Should fundies be looking more seriously at sustainability?
Fund managers and their clients are overlooking sustainable investments at their own expense, according to Nanuk Investment Management.
The firm’s distribution leader, Dan Powell, labelled such investments as “transformative, pervasive and investable” to a roomful of investors and potential investors this week, saying that the world was currently undergoing a “sustainability revolution”.
As the below chart from FE Analytics illustrates, environmentally sustainable assets have outperformed their global equities counterparts over recent years, suggesting there is truth in Powell’s assessment.
FTSE Environmental Opportunities v FTSE All World indices’ performance over last five years
Source: FE Analytics
Nanuk’s chief investment officer, Thomas King, pointed to more obvious sustainability-related trends, such as electric vehicles, autonomous driving and renewable energy, as key areas for investment.

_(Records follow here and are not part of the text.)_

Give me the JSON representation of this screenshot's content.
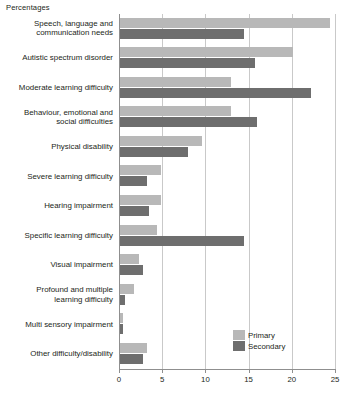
{
  "chart_data": {
    "type": "bar",
    "orientation": "horizontal",
    "title": "",
    "axis_note": "Percentages",
    "xlabel": "",
    "ylabel": "",
    "xlim": [
      0,
      25
    ],
    "xticks": [
      0,
      5,
      10,
      15,
      20,
      25
    ],
    "xtick_labels": [
      "0",
      "5",
      "10",
      "15",
      "20",
      "25"
    ],
    "grid": true,
    "legend_position": "bottom-right",
    "categories": [
      "Speech, language and communication needs",
      "Autistic spectrum disorder",
      "Moderate learning difficulty",
      "Behaviour, emotional and social difficulties",
      "Physical disability",
      "Severe learning difficulty",
      "Hearing impairment",
      "Specific learning difficulty",
      "Visual impairment",
      "Profound and multiple learning difficulty",
      "Multi sensory impairment",
      "Other difficulty/disability"
    ],
    "category_lines": [
      [
        "Speech, language and",
        "communication needs"
      ],
      [
        "Autistic spectrum disorder"
      ],
      [
        "Moderate learning difficulty"
      ],
      [
        "Behaviour, emotional and",
        "social difficulties"
      ],
      [
        "Physical disability"
      ],
      [
        "Severe learning difficulty"
      ],
      [
        "Hearing impairment"
      ],
      [
        "Specific learning difficulty"
      ],
      [
        "Visual impairment"
      ],
      [
        "Profound and multiple",
        "learning difficulty"
      ],
      [
        "Multi sensory impairment"
      ],
      [
        "Other difficulty/disability"
      ]
    ],
    "series": [
      {
        "name": "Primary",
        "color": "#b8b8b8",
        "values": [
          24.3,
          20.0,
          12.9,
          12.8,
          9.5,
          4.7,
          4.7,
          4.3,
          2.2,
          1.6,
          0.4,
          3.1
        ]
      },
      {
        "name": "Secondary",
        "color": "#6e6e6e",
        "values": [
          14.3,
          15.6,
          22.1,
          15.9,
          7.9,
          3.1,
          3.3,
          14.3,
          2.7,
          0.6,
          0.3,
          2.7
        ]
      }
    ]
  },
  "legend": {
    "items": [
      {
        "label": "Primary",
        "color": "#b8b8b8"
      },
      {
        "label": "Secondary",
        "color": "#6e6e6e"
      }
    ]
  }
}
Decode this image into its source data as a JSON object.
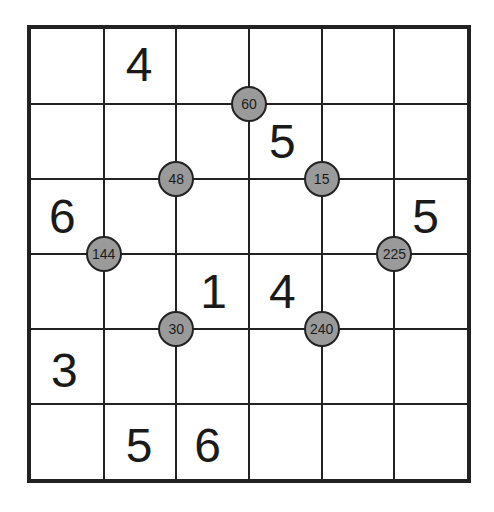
{
  "puzzle": {
    "rows": 6,
    "cols": 6,
    "colors": {
      "line": "#222222",
      "circle_fill": "#9a9a9a",
      "text": "#1a1a1a",
      "background": "#ffffff"
    },
    "givens": [
      {
        "row": 0,
        "col": 1,
        "value": "4",
        "dx": 22,
        "dy": 12
      },
      {
        "row": 1,
        "col": 3,
        "value": "5",
        "dx": 20,
        "dy": 14
      },
      {
        "row": 2,
        "col": 0,
        "value": "6",
        "dx": 18,
        "dy": 14
      },
      {
        "row": 2,
        "col": 5,
        "value": "5",
        "dx": 18,
        "dy": 14
      },
      {
        "row": 3,
        "col": 2,
        "value": "1",
        "dx": 24,
        "dy": 14
      },
      {
        "row": 3,
        "col": 3,
        "value": "4",
        "dx": 20,
        "dy": 14
      },
      {
        "row": 4,
        "col": 0,
        "value": "3",
        "dx": 20,
        "dy": 18
      },
      {
        "row": 5,
        "col": 1,
        "value": "5",
        "dx": 22,
        "dy": 18
      },
      {
        "row": 5,
        "col": 2,
        "value": "6",
        "dx": 18,
        "dy": 18
      }
    ],
    "product_clues": [
      {
        "value": "60",
        "gx": 3,
        "gy": 1
      },
      {
        "value": "48",
        "gx": 2,
        "gy": 2
      },
      {
        "value": "15",
        "gx": 4,
        "gy": 2
      },
      {
        "value": "144",
        "gx": 1,
        "gy": 3
      },
      {
        "value": "225",
        "gx": 5,
        "gy": 3
      },
      {
        "value": "30",
        "gx": 2,
        "gy": 4
      },
      {
        "value": "240",
        "gx": 4,
        "gy": 4
      }
    ]
  }
}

The move toward both autonomous and electric cars, for example, is not going anywhere. All major global car manufacturers have electric cars planned to come onto the market around 2020, while companies such as Uber are pouring money into developing autonomous driving capabilities.

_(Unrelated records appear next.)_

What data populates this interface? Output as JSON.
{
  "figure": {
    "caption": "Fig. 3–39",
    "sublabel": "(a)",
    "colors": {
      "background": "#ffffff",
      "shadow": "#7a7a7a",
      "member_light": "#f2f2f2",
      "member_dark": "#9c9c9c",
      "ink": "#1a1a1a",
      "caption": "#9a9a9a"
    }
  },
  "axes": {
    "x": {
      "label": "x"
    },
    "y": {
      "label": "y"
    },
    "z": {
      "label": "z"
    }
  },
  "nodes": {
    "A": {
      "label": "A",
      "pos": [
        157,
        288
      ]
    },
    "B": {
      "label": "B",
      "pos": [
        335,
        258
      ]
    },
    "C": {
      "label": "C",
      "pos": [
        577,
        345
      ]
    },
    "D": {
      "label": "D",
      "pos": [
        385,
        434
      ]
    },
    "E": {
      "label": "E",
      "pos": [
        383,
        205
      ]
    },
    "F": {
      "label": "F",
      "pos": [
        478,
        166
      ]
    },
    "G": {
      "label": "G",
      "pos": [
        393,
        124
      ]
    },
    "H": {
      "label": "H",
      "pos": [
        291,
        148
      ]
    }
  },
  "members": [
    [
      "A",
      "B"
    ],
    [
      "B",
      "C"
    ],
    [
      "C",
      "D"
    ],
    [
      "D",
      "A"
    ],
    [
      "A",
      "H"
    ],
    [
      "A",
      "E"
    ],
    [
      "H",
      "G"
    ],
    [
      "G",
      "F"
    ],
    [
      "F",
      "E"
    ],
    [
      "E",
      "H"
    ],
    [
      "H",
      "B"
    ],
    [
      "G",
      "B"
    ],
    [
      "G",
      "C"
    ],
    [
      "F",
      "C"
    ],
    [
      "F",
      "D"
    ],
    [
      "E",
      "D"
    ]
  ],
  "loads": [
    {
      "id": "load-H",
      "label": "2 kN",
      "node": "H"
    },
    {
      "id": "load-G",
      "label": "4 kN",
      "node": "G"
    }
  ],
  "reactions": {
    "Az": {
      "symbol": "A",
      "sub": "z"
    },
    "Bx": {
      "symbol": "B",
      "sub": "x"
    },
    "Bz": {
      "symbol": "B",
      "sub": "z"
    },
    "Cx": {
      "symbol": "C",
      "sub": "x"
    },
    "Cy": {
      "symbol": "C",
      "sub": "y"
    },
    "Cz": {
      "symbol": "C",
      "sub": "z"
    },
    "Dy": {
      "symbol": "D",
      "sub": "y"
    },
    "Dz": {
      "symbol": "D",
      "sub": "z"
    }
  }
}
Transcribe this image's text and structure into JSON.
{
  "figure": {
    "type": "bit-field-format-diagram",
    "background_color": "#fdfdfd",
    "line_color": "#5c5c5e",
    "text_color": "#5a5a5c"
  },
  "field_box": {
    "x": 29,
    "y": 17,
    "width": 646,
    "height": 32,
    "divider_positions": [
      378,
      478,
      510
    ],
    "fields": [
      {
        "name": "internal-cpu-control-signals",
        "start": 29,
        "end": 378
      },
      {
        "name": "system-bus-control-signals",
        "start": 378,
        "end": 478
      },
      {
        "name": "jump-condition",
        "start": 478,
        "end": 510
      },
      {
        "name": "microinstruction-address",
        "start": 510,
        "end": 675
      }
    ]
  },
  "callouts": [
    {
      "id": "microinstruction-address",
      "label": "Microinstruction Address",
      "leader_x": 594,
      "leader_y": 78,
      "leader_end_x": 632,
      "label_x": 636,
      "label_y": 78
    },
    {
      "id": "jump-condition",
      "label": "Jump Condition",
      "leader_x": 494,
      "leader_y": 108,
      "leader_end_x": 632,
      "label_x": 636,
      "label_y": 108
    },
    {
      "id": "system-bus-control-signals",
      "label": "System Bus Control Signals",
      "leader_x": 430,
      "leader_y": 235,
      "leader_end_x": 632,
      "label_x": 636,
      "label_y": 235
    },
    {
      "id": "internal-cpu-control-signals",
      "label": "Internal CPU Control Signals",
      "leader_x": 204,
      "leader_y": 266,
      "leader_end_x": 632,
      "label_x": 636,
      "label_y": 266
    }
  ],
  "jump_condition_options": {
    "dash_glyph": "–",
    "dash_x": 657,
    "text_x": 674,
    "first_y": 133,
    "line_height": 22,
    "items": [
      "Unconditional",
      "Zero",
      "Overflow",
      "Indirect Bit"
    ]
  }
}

While some of the big names in the field might not suit sustainable investors – Nanuk, for example, avoids Tesla at the moment (it remains in their investible universe) as it has concerns with its governance, valuation and need for money to meet capacity – they can still capitalise on the trend.

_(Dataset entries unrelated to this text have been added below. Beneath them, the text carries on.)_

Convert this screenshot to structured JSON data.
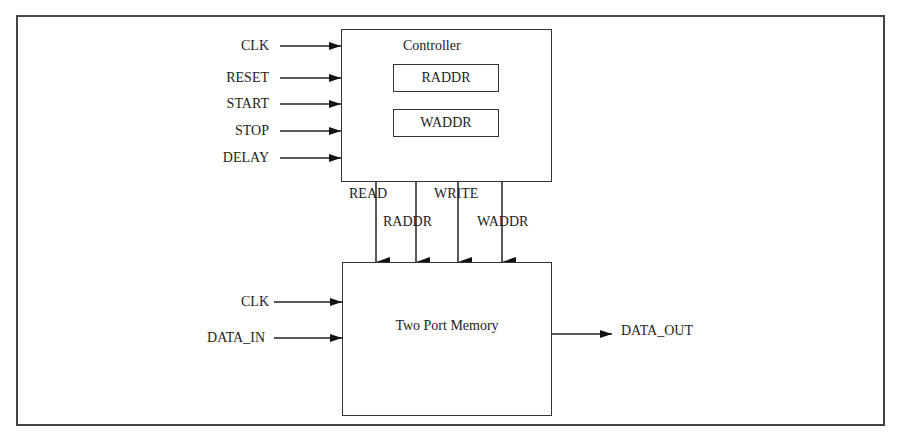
{
  "diagram": {
    "controller": {
      "title": "Controller",
      "registers": [
        "RADDR",
        "WADDR"
      ],
      "inputs": [
        "CLK",
        "RESET",
        "START",
        "STOP",
        "DELAY"
      ]
    },
    "memory": {
      "title": "Two Port Memory",
      "inputs": [
        "CLK",
        "DATA_IN"
      ],
      "output": "DATA_OUT"
    },
    "bus_signals": [
      "READ",
      "RADDR",
      "WRITE",
      "WADDR"
    ]
  }
}
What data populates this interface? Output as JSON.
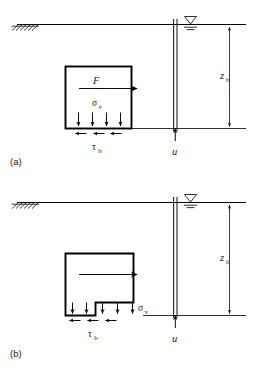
{
  "figure": {
    "background_color": "#ffffff",
    "line_color": "#1a1a1a"
  },
  "panels": [
    {
      "id": "a",
      "label": "(a)",
      "block_shape": "rectangle",
      "labels": {
        "force": "F",
        "vertical_stress": "σ",
        "vertical_stress_sub": "v",
        "shear_stress": "τ",
        "shear_stress_sub": "b",
        "depth": "z",
        "depth_sub": "b",
        "pore_pressure": "u"
      },
      "icons": {
        "ground_hatch": "ground-hatch-icon",
        "water_table": "water-table-icon",
        "force_arrow": "right-arrow-icon",
        "stress_arrows": "down-arrow-icon",
        "shear_arrows": "left-arrow-icon",
        "pore_arrow": "up-arrow-icon",
        "dimension_arrows": "double-arrow-icon"
      },
      "counts": {
        "vertical_stress_arrows": 4,
        "shear_arrows": 3
      }
    },
    {
      "id": "b",
      "label": "(b)",
      "block_shape": "notched-rectangle",
      "labels": {
        "force": "",
        "vertical_stress": "σ",
        "vertical_stress_sub": "v",
        "shear_stress": "τ",
        "shear_stress_sub": "b",
        "depth": "z",
        "depth_sub": "b",
        "pore_pressure": "u"
      },
      "icons": {
        "ground_hatch": "ground-hatch-icon",
        "water_table": "water-table-icon",
        "force_arrow": "right-arrow-icon",
        "stress_arrows": "down-arrow-icon",
        "shear_arrows": "left-arrow-icon",
        "pore_arrow": "up-arrow-icon",
        "dimension_arrows": "double-arrow-icon"
      },
      "counts": {
        "vertical_stress_arrows": 5,
        "shear_arrows": 3
      }
    }
  ]
}
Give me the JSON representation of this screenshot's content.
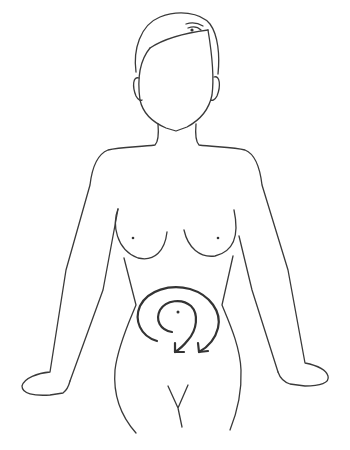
{
  "figure": {
    "annotation": "clockwise circular arrow on abdomen",
    "colors": {
      "background": "#ffffff",
      "line": "#3a3a3a",
      "arrow": "#333333"
    },
    "labels": []
  }
}
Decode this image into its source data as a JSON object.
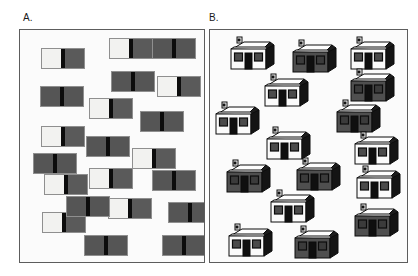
{
  "figure": {
    "caption_labels": {
      "panel_a": "A.",
      "panel_b": "B."
    }
  },
  "colors": {
    "background": "#ffffff",
    "panel_fill": "#fbfbfb",
    "panel_border": "#5d5d5d",
    "light_fill": "#f2f2f0",
    "dark_fill": "#555555",
    "divider_black": "#0c0c0c",
    "outline": "#0c0c0c",
    "roof_light": "#fdfdfd",
    "roof_shadow": "#1c1c1c",
    "wall_light": "#fbfbfb",
    "wall_dark": "#4f4f4f",
    "window_dark": "#4b4b4b",
    "door_black": "#0f0f0f",
    "side_shadow": "#141414"
  },
  "panel_a": {
    "name": "abstract-bicolour-rectangles",
    "label": "A.",
    "frame": {
      "x": 19,
      "y": 29,
      "width": 186,
      "height": 234
    },
    "item_size": {
      "width": 44,
      "height": 21
    },
    "count": 21,
    "light_count": 9,
    "dark_count": 12,
    "items": [
      {
        "id": 1,
        "variant": "light",
        "x": 21,
        "y": 18
      },
      {
        "id": 2,
        "variant": "light",
        "x": 89,
        "y": 8
      },
      {
        "id": 3,
        "variant": "dark",
        "x": 132,
        "y": 8
      },
      {
        "id": 4,
        "variant": "dark",
        "x": 91,
        "y": 41
      },
      {
        "id": 5,
        "variant": "light",
        "x": 137,
        "y": 46
      },
      {
        "id": 6,
        "variant": "dark",
        "x": 20,
        "y": 56
      },
      {
        "id": 7,
        "variant": "light",
        "x": 69,
        "y": 68
      },
      {
        "id": 8,
        "variant": "dark",
        "x": 120,
        "y": 81
      },
      {
        "id": 9,
        "variant": "light",
        "x": 21,
        "y": 96
      },
      {
        "id": 10,
        "variant": "dark",
        "x": 66,
        "y": 106
      },
      {
        "id": 11,
        "variant": "light",
        "x": 112,
        "y": 118
      },
      {
        "id": 12,
        "variant": "dark",
        "x": 13,
        "y": 123
      },
      {
        "id": 13,
        "variant": "light",
        "x": 69,
        "y": 138
      },
      {
        "id": 14,
        "variant": "dark",
        "x": 132,
        "y": 140
      },
      {
        "id": 15,
        "variant": "light",
        "x": 24,
        "y": 144
      },
      {
        "id": 16,
        "variant": "light",
        "x": 88,
        "y": 168
      },
      {
        "id": 17,
        "variant": "light",
        "x": 22,
        "y": 182
      },
      {
        "id": 18,
        "variant": "dark",
        "x": 64,
        "y": 205
      },
      {
        "id": 19,
        "variant": "dark",
        "x": 142,
        "y": 205
      },
      {
        "id": 20,
        "variant": "dark",
        "x": 46,
        "y": 166
      },
      {
        "id": 21,
        "variant": "dark",
        "x": 148,
        "y": 172
      }
    ]
  },
  "panel_b": {
    "name": "isometric-house-icons",
    "label": "B.",
    "frame": {
      "x": 209,
      "y": 29,
      "width": 199,
      "height": 234
    },
    "item_size": {
      "width": 54,
      "height": 40
    },
    "count": 16,
    "light_count": 9,
    "dark_count": 7,
    "house_parts": [
      "chimney",
      "roof",
      "front-wall",
      "side-wall",
      "left-window",
      "door",
      "right-window"
    ],
    "items": [
      {
        "id": 1,
        "variant": "light",
        "x": 16,
        "y": 5
      },
      {
        "id": 2,
        "variant": "dark",
        "x": 78,
        "y": 8
      },
      {
        "id": 3,
        "variant": "light",
        "x": 136,
        "y": 5
      },
      {
        "id": 4,
        "variant": "light",
        "x": 50,
        "y": 42
      },
      {
        "id": 5,
        "variant": "dark",
        "x": 136,
        "y": 37
      },
      {
        "id": 6,
        "variant": "light",
        "x": 1,
        "y": 70
      },
      {
        "id": 7,
        "variant": "dark",
        "x": 122,
        "y": 68
      },
      {
        "id": 8,
        "variant": "light",
        "x": 52,
        "y": 95
      },
      {
        "id": 9,
        "variant": "dark",
        "x": 12,
        "y": 128
      },
      {
        "id": 10,
        "variant": "dark",
        "x": 82,
        "y": 126
      },
      {
        "id": 11,
        "variant": "light",
        "x": 142,
        "y": 134
      },
      {
        "id": 12,
        "variant": "light",
        "x": 56,
        "y": 158
      },
      {
        "id": 13,
        "variant": "dark",
        "x": 140,
        "y": 172
      },
      {
        "id": 14,
        "variant": "light",
        "x": 14,
        "y": 192
      },
      {
        "id": 15,
        "variant": "dark",
        "x": 80,
        "y": 194
      },
      {
        "id": 16,
        "variant": "light",
        "x": 140,
        "y": 100
      }
    ]
  }
}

Nanuk had invested in TE Connectivity, which belonged in the supply chain for automated car construction, with good results, and also saw benefit from other companies contribution to the process such as Lear Corporation, Valeo, Continental and Asahi Kasei.
King also said that funds need to be looking in less obvious places to fully capitalise from the push toward sustainability.
The industrial Internet of Things, industrial automation, healthcare technology, sustainable materials and advanced materials were all areas where Nanuk believed investors could find value.
Recommended for you
Some 42 per cent of CEOs say they are actively reinventing their business to stay relevant in the next decade, with consumer services the most common choice for asset and wealth managers.
Former Ophir Asset Management chief executive, George Chirakis, has joined private equity manager Scarcity Partners, while the asset manager has appointed a replacement from Macquarie.
Australian Unity has appointed a fund manager for its Healthcare Property Trust, joining from Centuria Healthcare, as it restructures the product with a series of senior appointments.
Financial advisers nervous about the liquidity of private markets funds for their retail clients are the target of fund managers launching semi-liquid products which offer greater flexibility and redemptions.